MOSCOW, June 9 (RAPSI, Alexei Afonsky) - Moscow's Meshchansky District Court ruled to seize shares held by Maxim company co-owned by Swiss businessman Andreas Zivy in Russia’s largest ammonia producer, Togliattiazot, RAPSI reported on Tuesday from the courtroom.
Investigators claim that Togliattiazot products were sold in 2008-2011 at heavily reduced prices to Swiss companies Nitrochem Distribution AG, a chemical and allied products wholesale distributor, and Ameropa Holding AG. These two companies allegedly resold the products to independent buyers at market prices. Part of the revenue was supposedly transferred to offshore companies affiliated with Togliattiazot, according to investigators.
Initially they claimed that Togliattiazot lost about $3 billion as a result of an alleged fraud scheme. The investigation was launched in 2012 at the request of Uralchem, a shareholder in Togliattiazot.
In December, four men implicated in the case were arrested in absentia, including Togliattiazot chairman Vladimir Makhlay, his son Sergei, president of the board of Ameropa Holding AG Andreas Zivy and businessman Beat Ruprecht.
All the suspects in the case were placed on the international wanted list as investigators say they have no official information on their whereabouts.
Investigators also found that before 2014, Nitrochem Distribution owned a share in Togliattiazot that was later sold to Maxim, an offshore company belonging to Zivy.
As it will be difficult to recover damages caused to Uralchem from an offshore company, investigators filed a motion to freeze Togliattiazot stocks, currently worth 12.5 million rubles and held at a Raiffeisen depository with a ban on writing off dividends.
Zivy’s representative, Oleg Tkachenko, said his client denies the charges and claims they are unfounded. However, Zivy does not deny the fact that he is Maxim’s beneficiary. According to the lawyer, the shares cannot be frozen because they were purchased in 2004 before the incident implicated the president of Ameropa. The investigator’s charges also do not specify a term for freezing the stock which is against the law.
The court eventually agreed with investigators and ruled in favor of the motion.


[What to work on] Below are records to be repeated exactly. Leave their pictures behind.

⁂

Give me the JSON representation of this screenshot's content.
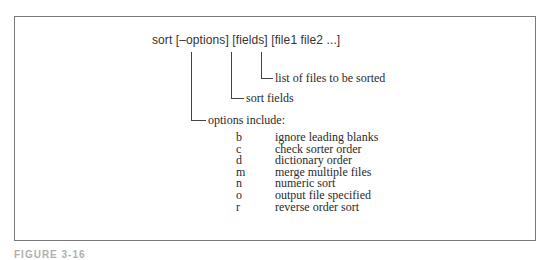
{
  "figure": {
    "command": "sort [–options] [fields] [file1 file2 ...]",
    "callouts": {
      "files": "list of files to be sorted",
      "fields": "sort fields",
      "options": "options include:"
    },
    "options": [
      {
        "flag": "b",
        "description": "ignore leading blanks"
      },
      {
        "flag": "c",
        "description": "check sorter order"
      },
      {
        "flag": "d",
        "description": "dictionary order"
      },
      {
        "flag": "m",
        "description": "merge multiple files"
      },
      {
        "flag": "n",
        "description": "numeric sort"
      },
      {
        "flag": "o",
        "description": "output file specified"
      },
      {
        "flag": "r",
        "description": "reverse order sort"
      }
    ],
    "caption": "FIGURE 3-16"
  },
  "colors": {
    "frame": "#7a7a7a",
    "lines": "#444444",
    "text": "#2a2a2a",
    "background": "#ffffff"
  }
}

⁂

[Answer for the task]
Give me the JSON representation of this screenshot's content.
{
  "figure": {
    "command": "sort [–options] [fields] [file1 file2 ...]",
    "callouts": {
      "files": "list of files to be sorted",
      "fields": "sort fields",
      "options": "options include:"
    },
    "options": [
      {
        "flag": "b",
        "description": "ignore leading blanks"
      },
      {
        "flag": "c",
        "description": "check sorter order"
      },
      {
        "flag": "d",
        "description": "dictionary order"
      },
      {
        "flag": "m",
        "description": "merge multiple files"
      },
      {
        "flag": "n",
        "description": "numeric sort"
      },
      {
        "flag": "o",
        "description": "output file specified"
      },
      {
        "flag": "r",
        "description": "reverse order sort"
      }
    ],
    "caption": "FIGURE 3-16"
  },
  "colors": {
    "frame": "#7a7a7a",
    "lines": "#444444",
    "text": "#2a2a2a",
    "background": "#ffffff"
  }
}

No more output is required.